Tuesday, March 22, 2011

I TOLD You I was Ineffective!


There are those among us who love to say “I told you so.”  We get great joy from those four words.  To us it means “I was right and you were wrong.”  It means “You should have listened to me.  It means I analyzed the information and reached the correct conclusion and you did not.”  “I won.”

When we are in a position where we could say “I told you so” (hopefully we don’t actually say those words), we should not view it as a success, but as a failure.  What it means is “I had valuable insight and I failed to convince you to listen to me.”  It is a failure of communication and one that, if it is a pattern, represents a critical limitation.

Our goal at work is not to be right, it is to be effective.  I don’t want to be right, I want to be successful.  That means both not needing to be right all the time being able to convince people the times when (usually because I have seen or done the same thing before) I know I’m right.

A mentor of mine used to say “my keys to success are hiring people who are smarter than I am and give them good tools.”  It’s not quite that easy, but his statement indicates he did not need to always be right.  He wanted to be effective.

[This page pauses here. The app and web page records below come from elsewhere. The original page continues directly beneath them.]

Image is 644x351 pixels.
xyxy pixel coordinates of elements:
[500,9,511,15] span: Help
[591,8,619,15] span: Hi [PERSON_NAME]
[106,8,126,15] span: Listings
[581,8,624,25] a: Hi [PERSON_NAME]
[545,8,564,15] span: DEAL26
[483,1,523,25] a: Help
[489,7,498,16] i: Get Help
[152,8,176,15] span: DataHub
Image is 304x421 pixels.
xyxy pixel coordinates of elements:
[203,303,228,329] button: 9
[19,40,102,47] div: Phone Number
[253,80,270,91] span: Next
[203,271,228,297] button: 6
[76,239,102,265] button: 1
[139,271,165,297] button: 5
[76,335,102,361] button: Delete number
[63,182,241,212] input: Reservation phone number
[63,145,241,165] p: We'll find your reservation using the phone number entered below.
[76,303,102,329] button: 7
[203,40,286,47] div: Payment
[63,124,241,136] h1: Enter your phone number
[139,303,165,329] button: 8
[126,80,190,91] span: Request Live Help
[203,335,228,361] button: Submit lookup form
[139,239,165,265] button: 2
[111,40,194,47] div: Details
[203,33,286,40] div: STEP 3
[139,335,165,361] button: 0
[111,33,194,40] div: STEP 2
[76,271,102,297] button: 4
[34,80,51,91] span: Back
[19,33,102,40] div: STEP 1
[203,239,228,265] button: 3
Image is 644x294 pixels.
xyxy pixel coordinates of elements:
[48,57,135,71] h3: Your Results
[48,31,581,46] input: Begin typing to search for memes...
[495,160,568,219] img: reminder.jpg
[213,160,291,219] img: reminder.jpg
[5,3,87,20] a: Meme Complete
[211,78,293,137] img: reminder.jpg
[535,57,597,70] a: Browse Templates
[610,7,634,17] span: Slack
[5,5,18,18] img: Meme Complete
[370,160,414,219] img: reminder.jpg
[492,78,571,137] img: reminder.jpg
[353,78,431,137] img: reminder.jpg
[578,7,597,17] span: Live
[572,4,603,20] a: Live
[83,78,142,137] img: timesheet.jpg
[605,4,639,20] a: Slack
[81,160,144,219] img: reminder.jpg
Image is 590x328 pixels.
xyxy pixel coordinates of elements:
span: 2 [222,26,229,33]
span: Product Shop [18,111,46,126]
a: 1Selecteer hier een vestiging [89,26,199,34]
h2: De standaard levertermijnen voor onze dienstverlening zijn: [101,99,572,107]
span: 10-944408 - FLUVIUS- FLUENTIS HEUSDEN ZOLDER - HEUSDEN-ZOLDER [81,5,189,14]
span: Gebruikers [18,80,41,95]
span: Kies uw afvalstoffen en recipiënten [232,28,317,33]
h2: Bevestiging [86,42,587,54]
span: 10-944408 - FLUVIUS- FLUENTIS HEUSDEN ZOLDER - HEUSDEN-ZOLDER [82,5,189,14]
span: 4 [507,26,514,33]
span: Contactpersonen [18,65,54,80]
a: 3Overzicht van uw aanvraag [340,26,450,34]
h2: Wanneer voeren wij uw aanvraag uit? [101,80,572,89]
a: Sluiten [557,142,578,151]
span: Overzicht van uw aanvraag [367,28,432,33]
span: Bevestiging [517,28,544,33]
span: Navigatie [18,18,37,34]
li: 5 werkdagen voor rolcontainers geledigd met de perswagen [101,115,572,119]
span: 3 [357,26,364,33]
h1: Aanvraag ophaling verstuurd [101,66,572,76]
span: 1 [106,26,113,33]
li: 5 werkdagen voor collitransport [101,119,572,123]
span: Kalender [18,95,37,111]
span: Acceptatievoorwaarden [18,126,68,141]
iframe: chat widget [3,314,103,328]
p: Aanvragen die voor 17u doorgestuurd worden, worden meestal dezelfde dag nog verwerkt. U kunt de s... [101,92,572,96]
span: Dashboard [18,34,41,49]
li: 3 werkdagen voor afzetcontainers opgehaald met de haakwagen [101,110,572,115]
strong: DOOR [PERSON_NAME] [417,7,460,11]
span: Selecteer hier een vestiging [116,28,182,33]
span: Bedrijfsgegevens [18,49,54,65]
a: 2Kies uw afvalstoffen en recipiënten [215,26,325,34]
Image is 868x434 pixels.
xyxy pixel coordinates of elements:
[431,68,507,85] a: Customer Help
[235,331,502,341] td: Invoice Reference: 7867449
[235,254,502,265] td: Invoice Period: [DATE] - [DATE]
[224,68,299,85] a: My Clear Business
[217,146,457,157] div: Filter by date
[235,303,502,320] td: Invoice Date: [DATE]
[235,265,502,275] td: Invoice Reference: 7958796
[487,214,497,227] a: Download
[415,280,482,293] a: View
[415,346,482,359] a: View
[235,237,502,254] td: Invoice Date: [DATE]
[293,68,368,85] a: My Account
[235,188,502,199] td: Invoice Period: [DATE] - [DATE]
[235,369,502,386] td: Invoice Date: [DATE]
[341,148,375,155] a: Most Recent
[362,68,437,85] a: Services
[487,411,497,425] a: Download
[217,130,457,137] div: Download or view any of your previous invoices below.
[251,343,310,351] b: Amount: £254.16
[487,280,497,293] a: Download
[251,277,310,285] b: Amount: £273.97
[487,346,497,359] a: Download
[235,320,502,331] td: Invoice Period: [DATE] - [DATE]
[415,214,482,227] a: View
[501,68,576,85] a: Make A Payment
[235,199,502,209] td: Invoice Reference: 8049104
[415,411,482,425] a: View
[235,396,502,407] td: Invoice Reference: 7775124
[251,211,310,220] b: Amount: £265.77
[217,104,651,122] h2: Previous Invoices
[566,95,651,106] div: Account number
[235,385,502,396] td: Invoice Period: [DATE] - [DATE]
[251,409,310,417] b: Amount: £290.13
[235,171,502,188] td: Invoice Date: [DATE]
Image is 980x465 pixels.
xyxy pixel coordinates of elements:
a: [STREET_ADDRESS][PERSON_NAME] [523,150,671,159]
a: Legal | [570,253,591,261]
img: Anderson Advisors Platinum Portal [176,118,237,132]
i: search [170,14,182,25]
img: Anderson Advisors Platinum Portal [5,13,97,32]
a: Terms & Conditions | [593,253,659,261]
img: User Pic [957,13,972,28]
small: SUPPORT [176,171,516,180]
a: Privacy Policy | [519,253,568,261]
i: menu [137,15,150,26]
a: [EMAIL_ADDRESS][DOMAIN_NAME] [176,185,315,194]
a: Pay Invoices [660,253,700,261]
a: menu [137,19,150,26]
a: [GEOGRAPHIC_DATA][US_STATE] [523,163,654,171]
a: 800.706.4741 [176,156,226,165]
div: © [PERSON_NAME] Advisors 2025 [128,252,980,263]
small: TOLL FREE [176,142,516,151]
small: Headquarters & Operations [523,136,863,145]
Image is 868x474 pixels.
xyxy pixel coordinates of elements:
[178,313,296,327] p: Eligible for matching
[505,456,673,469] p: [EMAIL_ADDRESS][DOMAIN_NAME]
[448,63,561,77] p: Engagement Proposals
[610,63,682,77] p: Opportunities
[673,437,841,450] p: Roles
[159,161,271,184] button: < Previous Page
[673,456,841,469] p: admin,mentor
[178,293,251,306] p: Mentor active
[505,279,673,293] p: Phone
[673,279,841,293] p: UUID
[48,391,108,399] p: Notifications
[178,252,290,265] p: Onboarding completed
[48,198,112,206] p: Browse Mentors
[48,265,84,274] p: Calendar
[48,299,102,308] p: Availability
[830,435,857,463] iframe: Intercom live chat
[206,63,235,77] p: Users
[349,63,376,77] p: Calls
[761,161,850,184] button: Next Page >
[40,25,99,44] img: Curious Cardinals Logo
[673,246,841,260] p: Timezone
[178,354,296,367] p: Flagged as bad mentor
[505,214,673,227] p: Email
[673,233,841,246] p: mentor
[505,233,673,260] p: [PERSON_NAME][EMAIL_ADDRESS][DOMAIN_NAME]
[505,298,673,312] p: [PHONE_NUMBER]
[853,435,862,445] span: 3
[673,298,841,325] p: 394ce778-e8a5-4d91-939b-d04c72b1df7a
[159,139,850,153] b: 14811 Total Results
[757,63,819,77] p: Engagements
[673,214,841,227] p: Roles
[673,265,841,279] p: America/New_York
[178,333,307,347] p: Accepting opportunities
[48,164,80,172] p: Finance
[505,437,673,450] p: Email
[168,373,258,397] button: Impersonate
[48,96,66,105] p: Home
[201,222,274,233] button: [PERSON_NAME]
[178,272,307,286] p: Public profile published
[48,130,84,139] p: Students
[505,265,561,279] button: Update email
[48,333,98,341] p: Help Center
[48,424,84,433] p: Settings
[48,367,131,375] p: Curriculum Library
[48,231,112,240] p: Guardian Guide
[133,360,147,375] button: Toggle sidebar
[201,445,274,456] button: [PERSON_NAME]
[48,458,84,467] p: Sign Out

If I am a person who regularly has “I told you so” moments, I should do a retrospective on the situation.  Talk to the people I was unable to convince and ask them these questions:

  • Was I clear in presenting my opinion?

  • Did I present the data in such a way that my conclusion seemed to follow logically?

  • Beyond the facts, was there something in the way I communicated (my style) which presented a barrier to your agreeing with me?

  • Was there some other factor which made it hard for you to agree with me?


The answers may help me advance from being right to being effective.